Sterne’s literal objectification of war is an antecedent of Anatomy of a Soldier, and it’s in the same family tree as Tim O’Brien’s Vietnam classic, The Things They Carried. O’Brien explicitly uses the objects that soldiers carry with them into battle to tell the story of the war. His descriptions blur the relationship between the landscape, the human, and the objects of war in a way that anticipates Anatomy:

We walked along. Forward with the left leg, plant the foot, lock the knee, arch the ankle. Push the leg into the paddy, stiffen the spine. Let the war rest there atop the left leg; the rucksack, the radio, the hand grenades, the magazines of golden ammo, the rifle, the steel helmet, the jingling dog-tags, the body’s own fat and water and meat, the whole contingent of warring artifacts and flesh. Let it all perch there, rocking on top of the left leg, fastened and tied and anchored by latches and zippers and snaps and nylon cord. Packhorse for the soul.

Harry Parker goes further than O’Brien in giving equal narrative play to nonhuman things. Not only do they make the plot of Parker’s novel possible, they also bear semiconscious witness to our shared reality, corroborating it. Their inability to pass moral judgment comes off as a silent accusation. If this ontological shift toward objects is the most honest way we have of talking about war, it’s still limiting: it turned its weakness—its inability to fully articulate the moral significance of war—into a defining characteristic.
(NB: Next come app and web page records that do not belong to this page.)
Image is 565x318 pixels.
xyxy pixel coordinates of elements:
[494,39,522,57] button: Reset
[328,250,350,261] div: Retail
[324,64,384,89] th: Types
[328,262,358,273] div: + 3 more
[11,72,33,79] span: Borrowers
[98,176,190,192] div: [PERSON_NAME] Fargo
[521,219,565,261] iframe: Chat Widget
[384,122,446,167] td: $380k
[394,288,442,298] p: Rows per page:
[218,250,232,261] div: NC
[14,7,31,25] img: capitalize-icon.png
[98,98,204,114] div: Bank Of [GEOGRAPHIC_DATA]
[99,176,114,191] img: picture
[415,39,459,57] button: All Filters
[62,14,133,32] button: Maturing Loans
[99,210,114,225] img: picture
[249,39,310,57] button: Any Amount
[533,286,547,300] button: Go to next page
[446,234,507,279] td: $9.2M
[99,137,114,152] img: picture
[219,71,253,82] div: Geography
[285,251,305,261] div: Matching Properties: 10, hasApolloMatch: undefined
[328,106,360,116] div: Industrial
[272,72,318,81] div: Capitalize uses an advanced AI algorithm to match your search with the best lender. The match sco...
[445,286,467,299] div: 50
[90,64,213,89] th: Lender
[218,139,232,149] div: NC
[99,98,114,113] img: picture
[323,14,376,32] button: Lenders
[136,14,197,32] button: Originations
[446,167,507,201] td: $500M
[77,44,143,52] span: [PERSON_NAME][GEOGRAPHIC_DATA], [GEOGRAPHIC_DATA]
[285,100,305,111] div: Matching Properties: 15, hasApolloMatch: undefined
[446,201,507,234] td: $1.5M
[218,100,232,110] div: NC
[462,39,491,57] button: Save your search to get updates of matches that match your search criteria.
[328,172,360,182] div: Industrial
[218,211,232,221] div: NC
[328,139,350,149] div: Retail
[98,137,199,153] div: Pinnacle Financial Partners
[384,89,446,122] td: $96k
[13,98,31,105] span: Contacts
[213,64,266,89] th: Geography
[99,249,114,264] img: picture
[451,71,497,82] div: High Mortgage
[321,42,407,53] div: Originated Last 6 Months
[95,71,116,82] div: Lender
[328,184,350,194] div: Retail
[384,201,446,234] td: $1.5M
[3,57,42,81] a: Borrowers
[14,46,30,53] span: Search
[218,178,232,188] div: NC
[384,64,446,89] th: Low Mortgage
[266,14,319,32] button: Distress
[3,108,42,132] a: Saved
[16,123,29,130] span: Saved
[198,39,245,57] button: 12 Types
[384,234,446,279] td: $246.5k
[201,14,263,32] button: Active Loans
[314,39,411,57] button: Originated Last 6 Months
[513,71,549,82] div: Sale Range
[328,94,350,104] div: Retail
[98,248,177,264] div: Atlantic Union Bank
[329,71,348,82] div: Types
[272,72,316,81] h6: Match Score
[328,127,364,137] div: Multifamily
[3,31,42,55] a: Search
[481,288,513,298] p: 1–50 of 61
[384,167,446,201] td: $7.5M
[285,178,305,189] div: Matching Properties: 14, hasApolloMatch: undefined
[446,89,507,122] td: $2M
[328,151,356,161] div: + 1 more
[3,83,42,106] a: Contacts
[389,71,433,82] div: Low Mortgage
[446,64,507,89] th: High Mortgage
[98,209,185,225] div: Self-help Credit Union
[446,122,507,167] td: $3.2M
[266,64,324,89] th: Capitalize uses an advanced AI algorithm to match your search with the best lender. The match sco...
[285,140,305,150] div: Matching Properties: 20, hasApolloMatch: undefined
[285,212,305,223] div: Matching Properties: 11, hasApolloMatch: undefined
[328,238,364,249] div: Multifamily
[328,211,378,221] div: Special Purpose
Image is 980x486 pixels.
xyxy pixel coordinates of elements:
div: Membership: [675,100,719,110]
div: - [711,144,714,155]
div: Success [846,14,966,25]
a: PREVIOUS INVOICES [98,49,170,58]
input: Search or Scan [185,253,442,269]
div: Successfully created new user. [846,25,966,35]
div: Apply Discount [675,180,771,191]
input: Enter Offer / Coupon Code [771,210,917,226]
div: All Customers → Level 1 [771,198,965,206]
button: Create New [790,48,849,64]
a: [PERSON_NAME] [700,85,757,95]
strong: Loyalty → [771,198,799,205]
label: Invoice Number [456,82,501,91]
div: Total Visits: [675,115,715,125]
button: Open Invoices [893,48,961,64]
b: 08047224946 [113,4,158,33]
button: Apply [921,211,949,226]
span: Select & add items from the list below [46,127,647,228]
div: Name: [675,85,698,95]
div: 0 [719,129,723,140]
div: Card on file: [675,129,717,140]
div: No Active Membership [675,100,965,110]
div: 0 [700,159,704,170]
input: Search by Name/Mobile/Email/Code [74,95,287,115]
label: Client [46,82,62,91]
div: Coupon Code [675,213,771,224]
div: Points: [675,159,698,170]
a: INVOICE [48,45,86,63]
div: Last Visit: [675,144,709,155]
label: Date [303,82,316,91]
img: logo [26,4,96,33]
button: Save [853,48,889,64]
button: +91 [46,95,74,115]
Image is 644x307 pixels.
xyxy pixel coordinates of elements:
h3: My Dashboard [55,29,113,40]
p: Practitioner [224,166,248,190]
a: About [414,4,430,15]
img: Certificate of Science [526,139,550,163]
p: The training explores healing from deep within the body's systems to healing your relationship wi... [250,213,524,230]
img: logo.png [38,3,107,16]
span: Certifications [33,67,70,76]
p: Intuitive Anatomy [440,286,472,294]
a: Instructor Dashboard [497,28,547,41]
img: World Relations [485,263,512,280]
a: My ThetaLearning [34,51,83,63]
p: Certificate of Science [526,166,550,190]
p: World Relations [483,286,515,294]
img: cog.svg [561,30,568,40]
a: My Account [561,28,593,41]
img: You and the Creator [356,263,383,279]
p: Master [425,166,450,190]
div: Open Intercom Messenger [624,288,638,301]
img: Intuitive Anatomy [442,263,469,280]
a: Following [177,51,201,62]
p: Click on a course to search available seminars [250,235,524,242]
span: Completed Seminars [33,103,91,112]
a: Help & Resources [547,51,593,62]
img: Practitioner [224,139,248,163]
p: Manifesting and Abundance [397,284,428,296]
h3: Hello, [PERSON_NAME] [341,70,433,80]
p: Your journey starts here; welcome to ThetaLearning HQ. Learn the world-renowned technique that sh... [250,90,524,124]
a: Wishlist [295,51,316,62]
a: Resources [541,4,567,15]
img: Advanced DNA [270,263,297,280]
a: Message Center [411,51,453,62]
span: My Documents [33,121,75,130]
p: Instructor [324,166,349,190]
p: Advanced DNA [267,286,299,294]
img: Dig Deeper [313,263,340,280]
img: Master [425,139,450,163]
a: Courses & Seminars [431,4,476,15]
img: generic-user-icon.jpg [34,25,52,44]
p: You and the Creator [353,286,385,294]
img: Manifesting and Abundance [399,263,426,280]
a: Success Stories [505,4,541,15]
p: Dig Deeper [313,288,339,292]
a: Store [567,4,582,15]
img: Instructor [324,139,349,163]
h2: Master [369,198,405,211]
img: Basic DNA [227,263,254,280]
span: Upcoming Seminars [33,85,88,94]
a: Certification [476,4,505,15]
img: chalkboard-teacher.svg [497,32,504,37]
In doing that, it’s as much a product of our postmodern Weltanschauung as it is a parody of it.

The fact that Anatomy of a Soldier is cutting-edge suggests something will eventually replace it. There’s an almost dialectical tension between our technical descriptions of things like drone warfare and climate devastation and our inability to articulate their significance. Our moral vocabulary can’t convey the absurdity of violence or its scope. From this inadequacy sprang Oppenheimer’s apocryphal words after the first successful detonation of an atom bomb: “Now I am become Death, the destroyer of worlds.” He was, of course, quoting a god. Nothing else would do.

Scott Beauchamp is a writer who lives in Portland, Maine. His writing has appeared in The AtlanticBookforumAl Jazeera, and The Baffler, among other places.